◆ **Activity**
From the entries that follow, copy exactly the lines beginning at the line holding "You are a GUI" and continuing through the line holding "The width and".

━━━ Given entries

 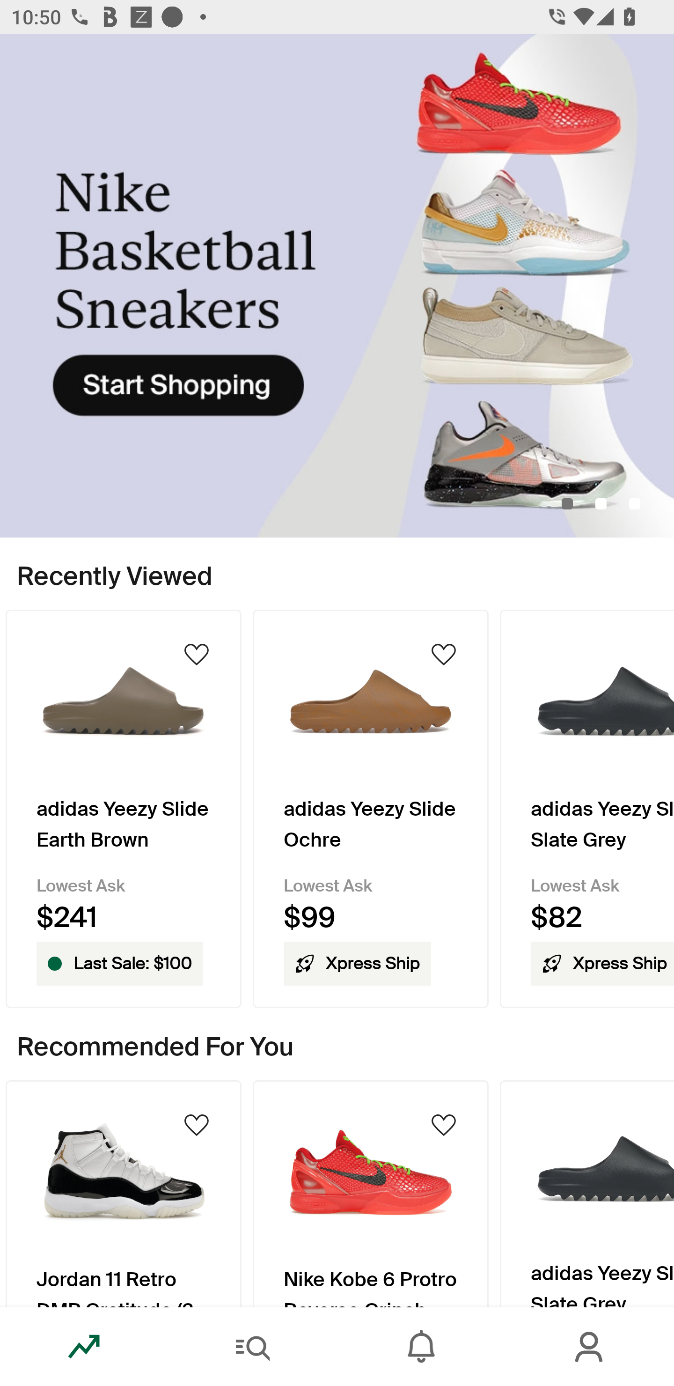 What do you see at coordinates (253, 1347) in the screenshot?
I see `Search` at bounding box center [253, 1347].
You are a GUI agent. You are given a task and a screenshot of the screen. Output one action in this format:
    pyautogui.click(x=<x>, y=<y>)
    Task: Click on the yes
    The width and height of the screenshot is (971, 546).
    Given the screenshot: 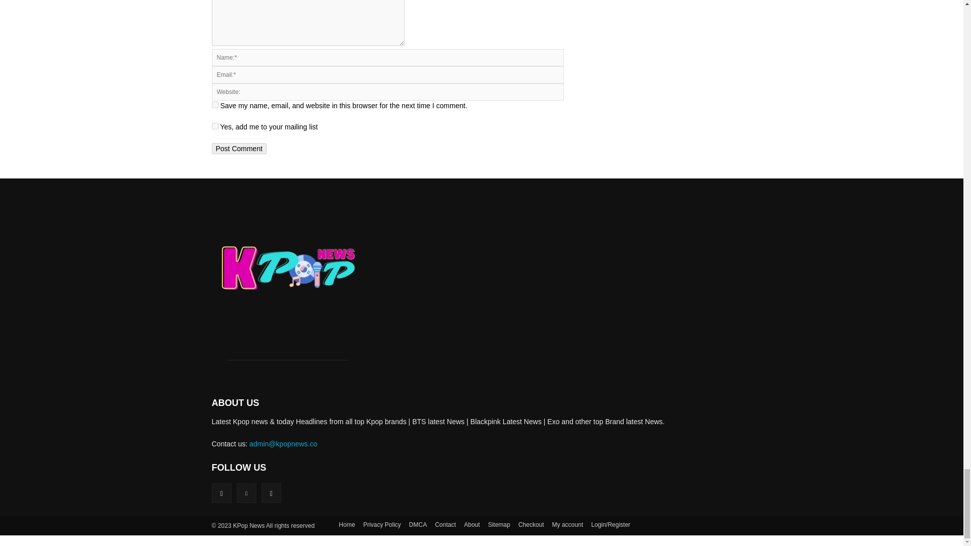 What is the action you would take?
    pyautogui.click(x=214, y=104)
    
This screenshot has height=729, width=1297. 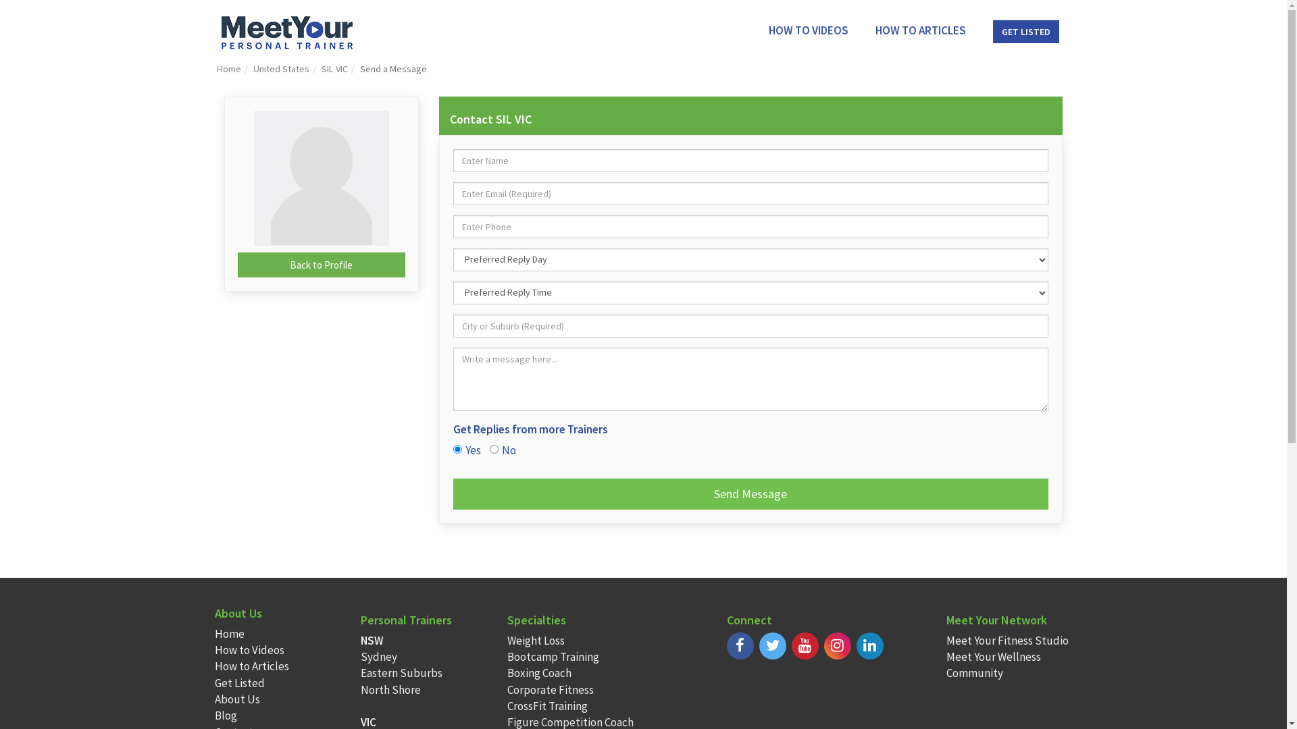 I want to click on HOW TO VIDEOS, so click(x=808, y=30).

━━━━━━
━━━ Given entries

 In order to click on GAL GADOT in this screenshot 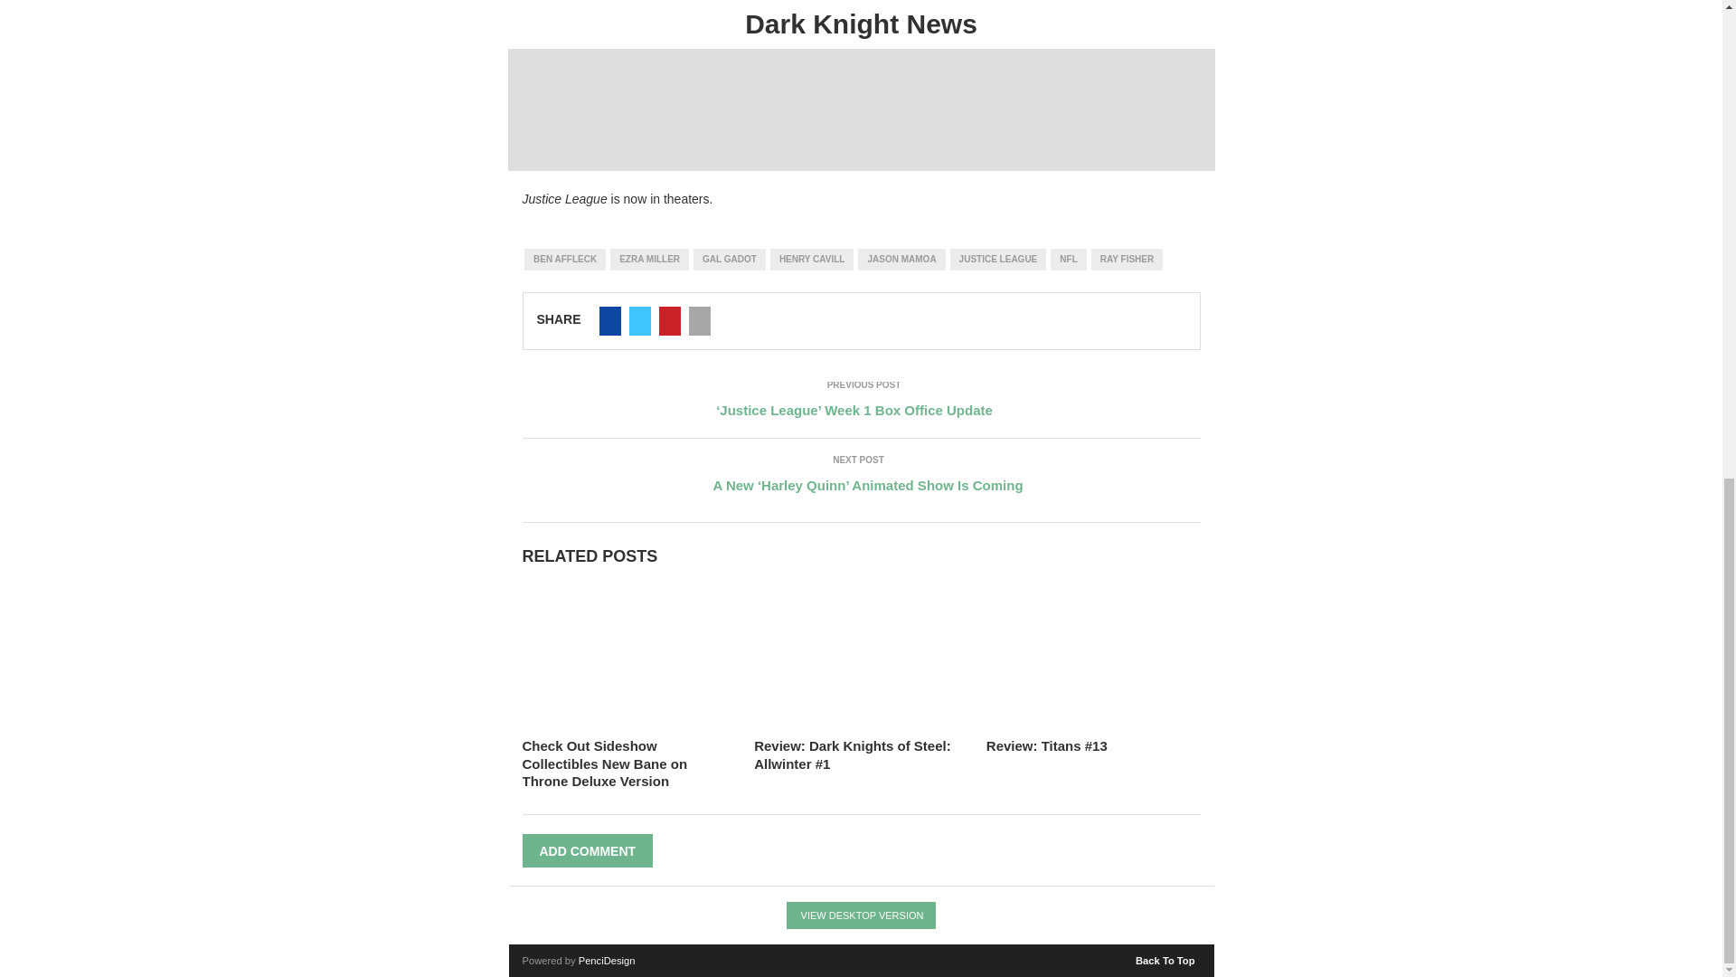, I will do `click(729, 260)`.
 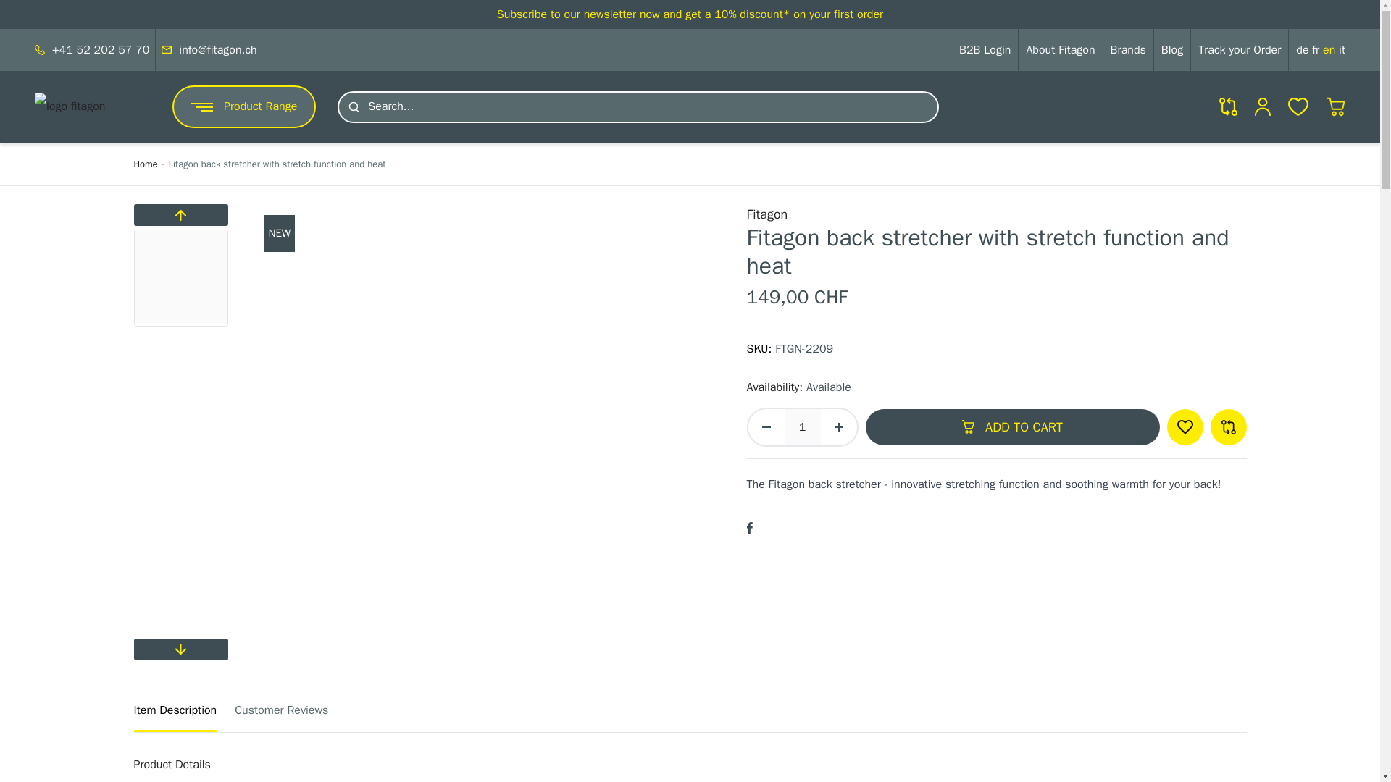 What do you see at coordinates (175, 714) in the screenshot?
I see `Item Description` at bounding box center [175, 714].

━━━━━━

◆ **Answer space**
You are a GUI agent. You are given a task and a screenshot of the screen. Output one action in this format:
    pyautogui.click(x=<x>, y=<y>)
    Task: Click on the yes
    The width and height of the screenshot is (971, 546).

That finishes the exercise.